‘Relaxed’ shows at Royal Opera House

Rules are changed to make performances more accessible for people with disabilities

Friday, 22nd December 2023 — By Frankie Lister-Fell

Ellie at the Royal Opera House with her mother and support workers

Ellie at the Royal Opera House with her mother and support workers

IT’S a classic Christmas ballet that has enchanted children for decades.

Originally performed over 130 years ago, The Nutcracker remains popular in modern times.

But this holiday season, the traditional tale was involved in a new first: a “relaxed” performance at the Royal Opera House.

It is the first time the prestigious venue has put on a relaxed performance where the usual rules governing shows – for example, no talking – are dropped with a view to making them more accessible to people with disabilities.

Robert Spigel, who took his disabled daughter to see the show, said: “We’ve taken Ellie to ordinary performances at Sadler’s Wells and The Lion King and the staff have been wonderful. It’s occasion­ally members of the audience who have been appalling. They say ‘I pay so much for these tickets. You shouldn’t bring your daughter here’.

“Once I had a shouting match where a woman said ‘your daughter should be sitting at the back’. But then somebody else from the audience came up to us afterwards and said, ‘it was lovely seeing your daughter enjoy the performance’.

“So there’s good and bad but we now try to avoid non-relaxed performances. It’s just too stressful for us and the support workers.”

Mr Spigel, a Camden Disability Action reporter, said his daughter has a rare genetic disorder that means she has “profound and multiple learning disabilities”, experiences epileptic seizures and is visually and hearing impaired.

But he said Ellie, 33, did not simply enjoy the storyline. She also loved going to performances – including Arsenal football matches – for “the music, the noise, the movement, the colour, being around lots of people” and the journey of going there.

Mr Spigel said Ellie often comments on the things she sees during shows, which has sometimes led to audience members complaining.

At the relaxed showing of The Nutcracker, the auditorium lights were kept on so that people could get up and move around or relax in a chill-out zone during the show.

Staff received special training and before the show began the dancers came out on stage without wearing their masks.

The actor playing the Toy Maker explained to the audience that a fight on stage was not real.

The performance itself was the same as anybody else would see it.

But Mr Spigel said relaxed performances should be standard practice, and added: “My impression is there aren’t that many.

“There may well be relaxed performances in straight drama. But Ellie is not going to be interested in two people having dialogue on a stage.

“When we’ve looked at relaxed performances in the cinema sometimes they can be at 10 o’clock on a Sunday morning. Now why is that? Because otherwise, they’d have an empty theatre.”

There was no thought of how difficult it is trying to get somebody with special needs up to get to a venue at that time, he said.

“So it’s just a cynical attempt to put more bums on seats, frankly, rather than provide a worthwhile outing.”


> _To do_: The answer must be the full set of records, repeated exactly.

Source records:
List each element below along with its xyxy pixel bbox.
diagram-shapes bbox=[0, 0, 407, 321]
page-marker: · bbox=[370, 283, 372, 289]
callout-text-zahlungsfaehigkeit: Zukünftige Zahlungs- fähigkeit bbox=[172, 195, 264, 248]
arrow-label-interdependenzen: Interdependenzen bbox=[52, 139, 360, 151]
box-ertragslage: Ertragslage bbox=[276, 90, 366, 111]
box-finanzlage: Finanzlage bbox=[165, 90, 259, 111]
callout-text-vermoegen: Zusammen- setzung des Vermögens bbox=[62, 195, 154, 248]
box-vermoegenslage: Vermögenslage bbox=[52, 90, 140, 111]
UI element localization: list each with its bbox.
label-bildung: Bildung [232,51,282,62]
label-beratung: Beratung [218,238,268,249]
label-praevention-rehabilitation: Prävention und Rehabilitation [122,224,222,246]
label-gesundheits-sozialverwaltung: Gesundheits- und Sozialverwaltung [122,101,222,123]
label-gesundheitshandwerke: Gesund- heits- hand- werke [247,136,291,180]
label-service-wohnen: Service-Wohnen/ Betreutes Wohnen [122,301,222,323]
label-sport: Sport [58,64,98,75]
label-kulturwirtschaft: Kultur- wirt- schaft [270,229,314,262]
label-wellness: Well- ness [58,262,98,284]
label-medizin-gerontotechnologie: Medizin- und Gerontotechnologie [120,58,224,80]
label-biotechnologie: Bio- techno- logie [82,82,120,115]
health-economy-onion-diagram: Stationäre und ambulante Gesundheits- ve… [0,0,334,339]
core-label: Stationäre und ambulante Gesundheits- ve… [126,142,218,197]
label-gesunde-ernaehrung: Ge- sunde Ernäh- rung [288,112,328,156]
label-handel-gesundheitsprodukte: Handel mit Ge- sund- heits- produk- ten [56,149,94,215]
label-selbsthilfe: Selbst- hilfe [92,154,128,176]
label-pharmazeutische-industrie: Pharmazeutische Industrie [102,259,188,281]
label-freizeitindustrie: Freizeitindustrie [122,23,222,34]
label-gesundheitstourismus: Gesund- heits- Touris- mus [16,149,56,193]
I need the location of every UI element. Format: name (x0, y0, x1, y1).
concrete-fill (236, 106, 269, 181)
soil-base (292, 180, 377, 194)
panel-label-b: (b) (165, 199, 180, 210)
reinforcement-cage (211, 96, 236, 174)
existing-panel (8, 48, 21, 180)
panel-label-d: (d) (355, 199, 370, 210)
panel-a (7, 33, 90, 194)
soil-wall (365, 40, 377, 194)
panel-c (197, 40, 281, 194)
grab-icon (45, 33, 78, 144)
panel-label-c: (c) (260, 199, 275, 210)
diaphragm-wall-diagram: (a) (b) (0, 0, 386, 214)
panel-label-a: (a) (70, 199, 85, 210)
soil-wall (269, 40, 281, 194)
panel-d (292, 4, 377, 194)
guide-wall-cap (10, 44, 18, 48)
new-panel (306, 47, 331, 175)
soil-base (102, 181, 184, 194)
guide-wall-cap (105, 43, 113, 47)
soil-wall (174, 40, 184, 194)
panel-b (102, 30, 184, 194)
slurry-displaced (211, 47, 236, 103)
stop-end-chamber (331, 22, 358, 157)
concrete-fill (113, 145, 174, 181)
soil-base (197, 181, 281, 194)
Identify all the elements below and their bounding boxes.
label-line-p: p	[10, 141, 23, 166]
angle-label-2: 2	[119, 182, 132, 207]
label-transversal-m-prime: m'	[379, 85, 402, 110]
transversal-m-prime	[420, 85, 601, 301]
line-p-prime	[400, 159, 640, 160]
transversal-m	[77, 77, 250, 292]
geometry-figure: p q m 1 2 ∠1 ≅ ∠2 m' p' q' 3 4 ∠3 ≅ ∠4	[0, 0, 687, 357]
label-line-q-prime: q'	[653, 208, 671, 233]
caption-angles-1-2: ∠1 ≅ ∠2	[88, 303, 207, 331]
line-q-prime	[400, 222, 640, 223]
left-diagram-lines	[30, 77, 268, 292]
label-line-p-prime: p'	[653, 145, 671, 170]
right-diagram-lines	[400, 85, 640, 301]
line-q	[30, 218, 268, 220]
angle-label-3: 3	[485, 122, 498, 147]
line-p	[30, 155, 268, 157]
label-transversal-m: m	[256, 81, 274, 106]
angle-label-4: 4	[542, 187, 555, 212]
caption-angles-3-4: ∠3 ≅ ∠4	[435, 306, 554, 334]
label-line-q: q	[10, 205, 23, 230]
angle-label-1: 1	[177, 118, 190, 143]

> _The completed task_:
List each element below along with its xyxy pixel bbox.
diagram-shapes bbox=[0, 0, 407, 321]
page-marker: · bbox=[370, 283, 372, 289]
callout-text-zahlungsfaehigkeit: Zukünftige Zahlungs- fähigkeit bbox=[172, 195, 264, 248]
arrow-label-interdependenzen: Interdependenzen bbox=[52, 139, 360, 151]
box-ertragslage: Ertragslage bbox=[276, 90, 366, 111]
box-finanzlage: Finanzlage bbox=[165, 90, 259, 111]
callout-text-vermoegen: Zusammen- setzung des Vermögens bbox=[62, 195, 154, 248]
box-vermoegenslage: Vermögenslage bbox=[52, 90, 140, 111]
UI element localization: list each with its bbox.
label-bildung: Bildung [232,51,282,62]
label-beratung: Beratung [218,238,268,249]
label-praevention-rehabilitation: Prävention und Rehabilitation [122,224,222,246]
label-gesundheits-sozialverwaltung: Gesundheits- und Sozialverwaltung [122,101,222,123]
label-gesundheitshandwerke: Gesund- heits- hand- werke [247,136,291,180]
label-service-wohnen: Service-Wohnen/ Betreutes Wohnen [122,301,222,323]
label-sport: Sport [58,64,98,75]
label-kulturwirtschaft: Kultur- wirt- schaft [270,229,314,262]
label-wellness: Well- ness [58,262,98,284]
label-medizin-gerontotechnologie: Medizin- und Gerontotechnologie [120,58,224,80]
label-biotechnologie: Bio- techno- logie [82,82,120,115]
health-economy-onion-diagram: Stationäre und ambulante Gesundheits- ve… [0,0,334,339]
core-label: Stationäre und ambulante Gesundheits- ve… [126,142,218,197]
label-gesunde-ernaehrung: Ge- sunde Ernäh- rung [288,112,328,156]
label-handel-gesundheitsprodukte: Handel mit Ge- sund- heits- produk- ten [56,149,94,215]
label-selbsthilfe: Selbst- hilfe [92,154,128,176]
label-pharmazeutische-industrie: Pharmazeutische Industrie [102,259,188,281]
label-freizeitindustrie: Freizeitindustrie [122,23,222,34]
label-gesundheitstourismus: Gesund- heits- Touris- mus [16,149,56,193]
I need the location of every UI element. Format: name (x0, y0, x1, y1).
concrete-fill (236, 106, 269, 181)
soil-base (292, 180, 377, 194)
panel-label-b: (b) (165, 199, 180, 210)
reinforcement-cage (211, 96, 236, 174)
existing-panel (8, 48, 21, 180)
panel-label-d: (d) (355, 199, 370, 210)
panel-a (7, 33, 90, 194)
soil-wall (365, 40, 377, 194)
panel-c (197, 40, 281, 194)
grab-icon (45, 33, 78, 144)
panel-label-c: (c) (260, 199, 275, 210)
diaphragm-wall-diagram: (a) (b) (0, 0, 386, 214)
panel-label-a: (a) (70, 199, 85, 210)
soil-wall (269, 40, 281, 194)
panel-d (292, 4, 377, 194)
guide-wall-cap (10, 44, 18, 48)
new-panel (306, 47, 331, 175)
soil-base (102, 181, 184, 194)
guide-wall-cap (105, 43, 113, 47)
soil-wall (174, 40, 184, 194)
panel-b (102, 30, 184, 194)
slurry-displaced (211, 47, 236, 103)
stop-end-chamber (331, 22, 358, 157)
concrete-fill (113, 145, 174, 181)
soil-base (197, 181, 281, 194)
Identify all the elements below and their bounding boxes.
label-line-p: p	[10, 141, 23, 166]
angle-label-2: 2	[119, 182, 132, 207]
label-transversal-m-prime: m'	[379, 85, 402, 110]
transversal-m-prime	[420, 85, 601, 301]
line-p-prime	[400, 159, 640, 160]
transversal-m	[77, 77, 250, 292]
geometry-figure: p q m 1 2 ∠1 ≅ ∠2 m' p' q' 3 4 ∠3 ≅ ∠4	[0, 0, 687, 357]
label-line-q-prime: q'	[653, 208, 671, 233]
caption-angles-1-2: ∠1 ≅ ∠2	[88, 303, 207, 331]
line-q-prime	[400, 222, 640, 223]
left-diagram-lines	[30, 77, 268, 292]
label-line-p-prime: p'	[653, 145, 671, 170]
right-diagram-lines	[400, 85, 640, 301]
line-q	[30, 218, 268, 220]
angle-label-3: 3	[485, 122, 498, 147]
line-p	[30, 155, 268, 157]
label-transversal-m: m	[256, 81, 274, 106]
angle-label-4: 4	[542, 187, 555, 212]
caption-angles-3-4: ∠3 ≅ ∠4	[435, 306, 554, 334]
label-line-q: q	[10, 205, 23, 230]
angle-label-1: 1	[177, 118, 190, 143]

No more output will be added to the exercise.